Dear High School Kids,
We aren’t the kindergarten teachers. I don’t keep the same twenty something kids throughout the entire year, and throw classroom parties for each one’s birthday. Those are the kind of teacher posts I’ve been reading nonstop, and I admire those teachers.
I empathize with how they’re heartbroken they are missing handshakes, and the 100th day of school party. I am not greeting my kids with hugs every morning, texting cute photos to their moms, and doing all those perfect warm things that elementary and even middle school teachers do.
While I love these things that they do, I am not the type. I’m an even tempered, empathetic, twenty-something, five foot tall, no children of my own, English teacher.
I have roughly 120 kids a day, and I change them at the semester. That gives me roughly 240 kids a year. As I teach a core class, and am one of two teachers for freshmen and sophomores I have taught most or at least half of the nearly thousand kids on campus. Those are my kids.
While not every teenager and I click, there are more students than not that I would say are my kids. A handful even call me their school mom. I am the teacher who gets called, emailed, texted to figure out why they’re skipping class, have a low grade, have been absent or more. Not their parents— me. See high school kids are the age where parents step way back. I don’t see the room moms, phone calls go unanswered, there are no school supply list and donations being filled.
Teenagers have a tendency to shut parents out. So I buy their paper, notebooks, pencils. I sit with your child while they cry— probably my least favorite teacher moment. I tell your daughters to hold their head high after that crappy boy broke her heart. Even after I warned her that he was trouble to start. I promise her that better men will come in due time, and encourage her to save herself— let Prince Charming be the bonus.
I sit with your sons and tell them girls don’t mean to play games with them. I tell them to treat people fairly and honestly. I talk them out of laying hands on people, even though Bobby probably does deserve to get punched.
I help them look at their talents and skills, and try to steward them toward a lifetime and career in their passion. I watch them struggle, and often I let them struggle.
See I don’t get to be the kindergarten teacher who scoops them up and tells them it’s alright. I stand beside and tell them to get up because they have to.

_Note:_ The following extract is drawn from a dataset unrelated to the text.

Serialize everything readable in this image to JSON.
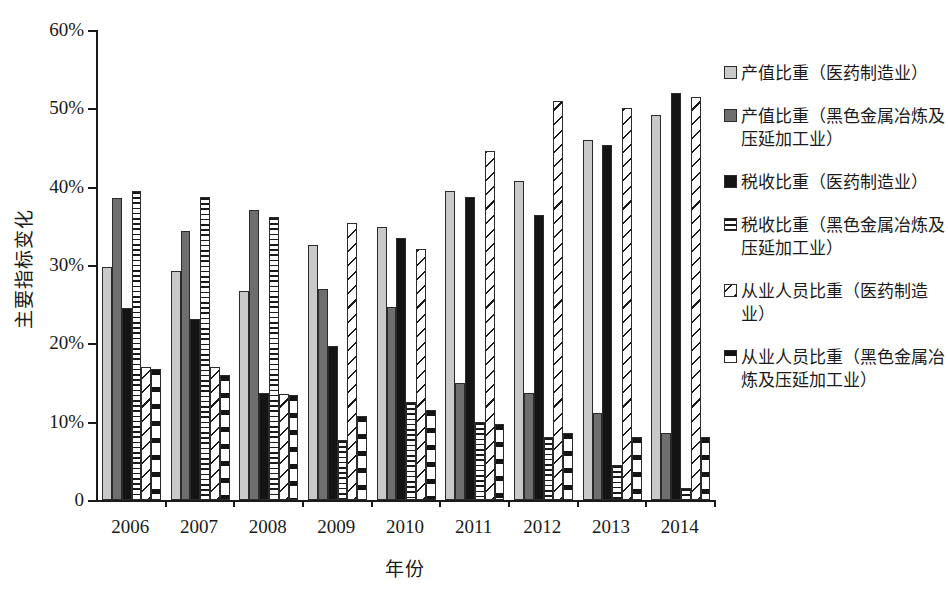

I teach them grit laced with compassion and empathy. I tell them they have to want something because they want it bad enough to work for it, not because someone said they could be or have whatever they want.
I talk about them, worry for them, show up for them, my husband who knows nothing about kids knows their names and their stories from me.
I chaperone prom, and watch the final memories of being a child fade as they graduate into adults. This is what we are missing right now. This is what hurts our hearts, we miss our kids— all one thousand of you. We are sorry we cannot stand beside to watch you close the final chapter of your high school years.
Sincerely,
High School Teachers
Everywhere in America
More to Read:
Year of Lasts to Year of Firsts: From High School Senior to College Freshman
Dear Parents of High School Seniors, The Letter You Need to Read
Jordan VanderLey grew up in a small town in Tennessee where fell in love with books at an early age. Her love of literature led her to obtain a degree in English Education from East Tennessee State University, and her love of race cars and one driver in particular landed her in Mooresville, NC where she began her teaching career. She will receive her Master’s degree in Human Resource Management with a certification in Event Planning in May from Western Carolina University. When she is not reading and teaching, she’s decorating and making both her personal and work spaces more beautiful.